Saturday, November 27, 2010

Will You Now Please Admit That QE2 Is Good For A Strong Dollar?

Prior to the implementation of QE2, everyone and their mother was SURE that Bernanke's strategy of buying Treasuries would be bad for the dollar.

Then QE2 came and... the dollar didn't get reduced to toilet paper. We didn't become Weimar Germany, where it made more sense to use the currency as insulation in your home than as a mode of exchange.

Instead, the dollar has been rising nicely! What happened to all the certainty that QE2 was horrendously negative?

What we're getting is a nice lesson in narrative fallacy.

See, actually we can't say that QE2 has made the dollar go up. All we actually know is that the dollar went up around the time that QE2 began. Whether the timing was purely coincidental or whether there is a causal mechanism is hard to say.

Certainly the folks who thought that QE2 was driving everything throughout September and October have hilariously changed their tune.

It's Korea, that's what's causing the dollar to rise. Or it's the euro! Fears over Ireland are causing people to flee towards the greenback. Or wait, maybe it's Chine.se tightening... yeah, yeah, that's it. Chinese tightening is making people nervous of a major collapse of a bubble, and that's what's giving the dollar strength. IT'S ANYTHING BUT QE2.

Of course, all these explanations are problematic. For example, you can't cite the euro weakness for the fact that the dollar has risen very nicely against the yen since the beginning of November.

chart

And you can't cite Korea for the fact that US interest rates have been ticking higher (which should bring the dollar higher right there on its own).

Of course, the folks who thought QE2 was a big driver of the September-October markets were also engaging in narrative fallacy. David Rosenberg argued that the rally was spurred on by Bernanke's August 27 Jackson Hole speech, even though that was not the case. (Admittedly, Rosenberg's view was the one commonly held in the media. Here's Felix Salmon presenting the exact same idea, that somehow the Jackson Hold speech spurred a boom in commodities).

The bottom line is that QE has been the fodder for a monstrous amount of confusion lately, and those on both sides of the debate have spun some really tall tales of what it has accomplished.

The point though is not to figure out whether QE is bad for the dollar or not. The point is that if you can strip away all the narrative nonsense, you'll be ahead in terms of what's actually happening in the market.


WHAT TO DO: Some entries follow. Reproduce exactly the lines starting at the one with "Image is 868x494 pixels." and stopping after the one with "Image is 980x505 pixels.".

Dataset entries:
>>>>
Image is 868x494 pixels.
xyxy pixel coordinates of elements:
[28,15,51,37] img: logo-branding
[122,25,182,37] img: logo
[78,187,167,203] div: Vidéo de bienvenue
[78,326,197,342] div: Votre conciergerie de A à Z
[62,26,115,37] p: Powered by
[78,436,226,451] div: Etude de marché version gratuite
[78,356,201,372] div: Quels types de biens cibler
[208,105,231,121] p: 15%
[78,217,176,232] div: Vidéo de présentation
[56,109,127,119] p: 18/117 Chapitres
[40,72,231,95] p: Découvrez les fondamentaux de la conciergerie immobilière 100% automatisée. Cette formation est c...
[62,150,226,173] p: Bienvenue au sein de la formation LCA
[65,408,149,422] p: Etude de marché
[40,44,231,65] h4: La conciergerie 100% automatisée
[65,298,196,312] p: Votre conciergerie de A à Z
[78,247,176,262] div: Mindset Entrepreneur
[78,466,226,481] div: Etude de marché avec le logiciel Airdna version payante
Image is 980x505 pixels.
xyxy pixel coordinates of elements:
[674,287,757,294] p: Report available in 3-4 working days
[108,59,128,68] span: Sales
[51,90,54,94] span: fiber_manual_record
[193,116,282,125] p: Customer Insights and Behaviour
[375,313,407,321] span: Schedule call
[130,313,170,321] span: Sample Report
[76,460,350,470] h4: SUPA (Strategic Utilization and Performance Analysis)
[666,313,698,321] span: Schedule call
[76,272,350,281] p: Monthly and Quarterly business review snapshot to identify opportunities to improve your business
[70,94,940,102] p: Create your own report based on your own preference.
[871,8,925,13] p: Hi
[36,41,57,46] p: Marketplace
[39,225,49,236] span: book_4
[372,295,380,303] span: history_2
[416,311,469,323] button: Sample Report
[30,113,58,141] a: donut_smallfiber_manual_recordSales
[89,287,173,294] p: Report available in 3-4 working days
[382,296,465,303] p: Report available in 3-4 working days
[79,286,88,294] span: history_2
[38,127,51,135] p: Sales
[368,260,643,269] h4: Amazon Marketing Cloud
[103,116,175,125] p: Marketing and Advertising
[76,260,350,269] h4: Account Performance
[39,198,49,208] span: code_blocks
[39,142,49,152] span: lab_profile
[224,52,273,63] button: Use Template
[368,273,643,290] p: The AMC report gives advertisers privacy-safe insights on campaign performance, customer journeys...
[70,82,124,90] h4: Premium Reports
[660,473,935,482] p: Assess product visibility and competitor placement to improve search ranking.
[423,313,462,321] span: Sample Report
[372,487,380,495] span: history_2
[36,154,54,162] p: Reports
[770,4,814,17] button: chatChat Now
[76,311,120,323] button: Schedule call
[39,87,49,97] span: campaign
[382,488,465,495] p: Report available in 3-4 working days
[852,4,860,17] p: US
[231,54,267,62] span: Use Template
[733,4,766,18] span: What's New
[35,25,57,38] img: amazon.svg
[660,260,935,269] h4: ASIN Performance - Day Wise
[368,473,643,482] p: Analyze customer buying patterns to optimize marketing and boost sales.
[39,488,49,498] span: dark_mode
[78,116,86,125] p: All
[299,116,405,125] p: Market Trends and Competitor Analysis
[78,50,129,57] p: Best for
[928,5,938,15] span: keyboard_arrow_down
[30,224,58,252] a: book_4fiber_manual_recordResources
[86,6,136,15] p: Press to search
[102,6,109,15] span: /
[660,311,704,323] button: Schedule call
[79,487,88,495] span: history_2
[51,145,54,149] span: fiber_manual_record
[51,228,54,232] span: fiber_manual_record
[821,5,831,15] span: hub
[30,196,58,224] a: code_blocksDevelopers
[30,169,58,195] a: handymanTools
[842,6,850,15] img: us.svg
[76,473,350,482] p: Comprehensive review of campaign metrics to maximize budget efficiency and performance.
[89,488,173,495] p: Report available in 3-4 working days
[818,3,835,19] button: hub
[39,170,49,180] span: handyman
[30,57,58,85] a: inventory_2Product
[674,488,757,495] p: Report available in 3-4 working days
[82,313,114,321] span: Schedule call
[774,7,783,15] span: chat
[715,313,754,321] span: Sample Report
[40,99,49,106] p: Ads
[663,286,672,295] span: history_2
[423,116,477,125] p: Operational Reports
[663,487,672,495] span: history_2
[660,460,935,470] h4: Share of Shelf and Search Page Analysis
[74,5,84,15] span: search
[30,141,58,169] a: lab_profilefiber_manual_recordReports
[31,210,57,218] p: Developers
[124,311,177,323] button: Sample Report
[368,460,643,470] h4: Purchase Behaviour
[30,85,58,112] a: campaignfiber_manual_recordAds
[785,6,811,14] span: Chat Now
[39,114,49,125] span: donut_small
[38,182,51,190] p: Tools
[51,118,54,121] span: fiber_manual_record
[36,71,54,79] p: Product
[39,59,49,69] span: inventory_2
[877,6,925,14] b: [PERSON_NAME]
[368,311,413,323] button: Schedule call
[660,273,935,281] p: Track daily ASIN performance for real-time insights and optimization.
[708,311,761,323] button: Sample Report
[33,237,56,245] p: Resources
<<<<
>>>>
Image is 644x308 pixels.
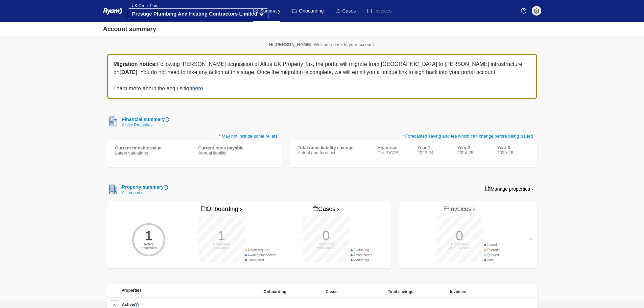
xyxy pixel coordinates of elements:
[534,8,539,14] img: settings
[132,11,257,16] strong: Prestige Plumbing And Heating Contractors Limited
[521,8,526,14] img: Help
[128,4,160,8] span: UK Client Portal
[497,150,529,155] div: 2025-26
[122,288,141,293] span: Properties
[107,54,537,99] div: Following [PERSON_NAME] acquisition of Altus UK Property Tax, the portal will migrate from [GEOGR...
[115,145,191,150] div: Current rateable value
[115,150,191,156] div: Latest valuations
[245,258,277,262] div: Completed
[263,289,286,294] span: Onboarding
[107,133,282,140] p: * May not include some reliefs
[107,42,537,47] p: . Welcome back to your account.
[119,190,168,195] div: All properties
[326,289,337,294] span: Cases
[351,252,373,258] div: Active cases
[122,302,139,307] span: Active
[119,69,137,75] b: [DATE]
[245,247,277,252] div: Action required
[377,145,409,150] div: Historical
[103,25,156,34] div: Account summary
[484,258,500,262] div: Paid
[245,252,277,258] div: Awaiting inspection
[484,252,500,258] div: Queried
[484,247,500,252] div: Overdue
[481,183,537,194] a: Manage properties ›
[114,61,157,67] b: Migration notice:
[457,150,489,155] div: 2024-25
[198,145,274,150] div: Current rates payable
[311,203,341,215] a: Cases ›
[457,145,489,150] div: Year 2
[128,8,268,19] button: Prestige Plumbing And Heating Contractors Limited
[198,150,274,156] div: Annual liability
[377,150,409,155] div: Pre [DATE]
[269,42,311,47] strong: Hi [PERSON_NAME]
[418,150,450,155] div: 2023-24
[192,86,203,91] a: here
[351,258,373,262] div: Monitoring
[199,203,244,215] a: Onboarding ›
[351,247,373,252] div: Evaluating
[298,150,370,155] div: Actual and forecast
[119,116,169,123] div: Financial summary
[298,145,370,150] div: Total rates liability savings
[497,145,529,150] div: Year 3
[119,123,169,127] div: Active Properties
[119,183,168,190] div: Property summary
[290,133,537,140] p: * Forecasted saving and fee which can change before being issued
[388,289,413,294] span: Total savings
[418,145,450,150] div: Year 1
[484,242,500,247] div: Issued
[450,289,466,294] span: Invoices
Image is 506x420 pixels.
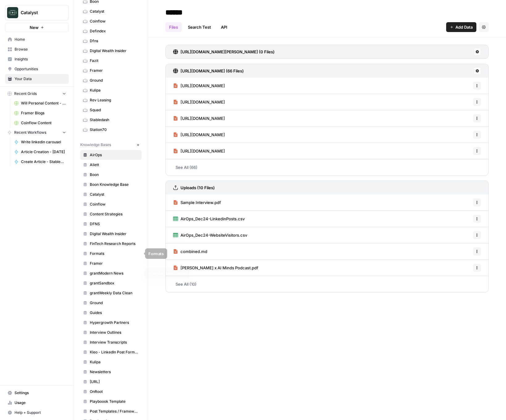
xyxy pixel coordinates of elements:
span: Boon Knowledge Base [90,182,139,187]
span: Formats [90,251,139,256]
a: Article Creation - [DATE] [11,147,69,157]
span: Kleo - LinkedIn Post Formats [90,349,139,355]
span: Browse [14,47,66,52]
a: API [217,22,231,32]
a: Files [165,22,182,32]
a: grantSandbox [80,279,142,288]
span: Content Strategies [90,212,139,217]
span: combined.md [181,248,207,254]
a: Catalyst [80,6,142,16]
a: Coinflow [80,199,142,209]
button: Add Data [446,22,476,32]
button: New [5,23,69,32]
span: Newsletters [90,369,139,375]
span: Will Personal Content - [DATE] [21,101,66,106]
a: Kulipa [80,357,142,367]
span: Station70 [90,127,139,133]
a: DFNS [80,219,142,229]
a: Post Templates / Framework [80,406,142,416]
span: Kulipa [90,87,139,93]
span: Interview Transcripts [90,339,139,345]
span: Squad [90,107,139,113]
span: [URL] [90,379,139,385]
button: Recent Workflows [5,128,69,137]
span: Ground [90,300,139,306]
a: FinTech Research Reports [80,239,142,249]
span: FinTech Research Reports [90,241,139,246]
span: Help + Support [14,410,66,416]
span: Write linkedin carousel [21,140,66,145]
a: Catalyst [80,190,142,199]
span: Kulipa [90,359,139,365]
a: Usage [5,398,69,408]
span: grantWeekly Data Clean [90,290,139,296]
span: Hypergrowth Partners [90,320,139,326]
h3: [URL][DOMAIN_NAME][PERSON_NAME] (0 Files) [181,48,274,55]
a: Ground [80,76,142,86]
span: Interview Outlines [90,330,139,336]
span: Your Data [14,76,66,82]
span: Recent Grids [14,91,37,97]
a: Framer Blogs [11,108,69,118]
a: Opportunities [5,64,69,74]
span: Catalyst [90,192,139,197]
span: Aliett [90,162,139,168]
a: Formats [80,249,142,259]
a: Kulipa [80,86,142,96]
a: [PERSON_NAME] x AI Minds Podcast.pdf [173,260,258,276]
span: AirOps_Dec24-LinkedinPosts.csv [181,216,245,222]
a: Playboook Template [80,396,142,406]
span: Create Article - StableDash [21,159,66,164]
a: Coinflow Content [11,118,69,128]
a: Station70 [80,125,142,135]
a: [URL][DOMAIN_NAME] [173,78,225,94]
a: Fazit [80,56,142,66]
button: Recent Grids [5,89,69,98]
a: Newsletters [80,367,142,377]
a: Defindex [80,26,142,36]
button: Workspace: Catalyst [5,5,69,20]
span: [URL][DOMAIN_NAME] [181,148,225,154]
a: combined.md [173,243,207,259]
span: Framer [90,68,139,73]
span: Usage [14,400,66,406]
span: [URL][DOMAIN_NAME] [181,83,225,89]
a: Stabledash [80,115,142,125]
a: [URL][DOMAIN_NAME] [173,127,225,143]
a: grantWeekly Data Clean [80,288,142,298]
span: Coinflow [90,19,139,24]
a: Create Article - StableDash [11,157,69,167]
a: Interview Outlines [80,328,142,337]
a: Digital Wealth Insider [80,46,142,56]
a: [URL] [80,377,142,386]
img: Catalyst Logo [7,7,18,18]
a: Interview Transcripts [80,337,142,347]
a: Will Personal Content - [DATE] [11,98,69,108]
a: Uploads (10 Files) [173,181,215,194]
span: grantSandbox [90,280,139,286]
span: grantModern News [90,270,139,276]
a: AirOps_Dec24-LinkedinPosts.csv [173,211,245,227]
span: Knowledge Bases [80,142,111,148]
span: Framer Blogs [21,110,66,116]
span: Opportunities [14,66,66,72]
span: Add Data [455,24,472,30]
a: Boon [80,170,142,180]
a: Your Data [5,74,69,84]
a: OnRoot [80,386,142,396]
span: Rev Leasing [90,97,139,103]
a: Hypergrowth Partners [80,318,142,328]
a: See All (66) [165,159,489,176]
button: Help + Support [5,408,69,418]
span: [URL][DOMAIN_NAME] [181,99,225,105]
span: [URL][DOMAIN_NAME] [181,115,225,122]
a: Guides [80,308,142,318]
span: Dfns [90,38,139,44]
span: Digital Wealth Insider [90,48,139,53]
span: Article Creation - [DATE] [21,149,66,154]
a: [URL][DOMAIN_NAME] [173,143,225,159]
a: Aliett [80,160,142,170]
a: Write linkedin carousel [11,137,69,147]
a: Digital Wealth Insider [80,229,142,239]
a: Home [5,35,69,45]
<<<<
SOLVED EXERCISE:
Image is 868x494 pixels.
xyxy pixel coordinates of elements:
[28,15,51,37] img: logo-branding
[122,25,182,37] img: logo
[78,187,167,203] div: Vidéo de bienvenue
[78,326,197,342] div: Votre conciergerie de A à Z
[62,26,115,37] p: Powered by
[78,436,226,451] div: Etude de marché version gratuite
[78,356,201,372] div: Quels types de biens cibler
[208,105,231,121] p: 15%
[78,217,176,232] div: Vidéo de présentation
[56,109,127,119] p: 18/117 Chapitres
[40,72,231,95] p: Découvrez les fondamentaux de la conciergerie immobilière 100% automatisée. Cette formation est c...
[62,150,226,173] p: Bienvenue au sein de la formation LCA
[65,408,149,422] p: Etude de marché
[40,44,231,65] h4: La conciergerie 100% automatisée
[65,298,196,312] p: Votre conciergerie de A à Z
[78,247,176,262] div: Mindset Entrepreneur
[78,466,226,481] div: Etude de marché avec le logiciel Airdna version payante
Image is 980x505 pixels.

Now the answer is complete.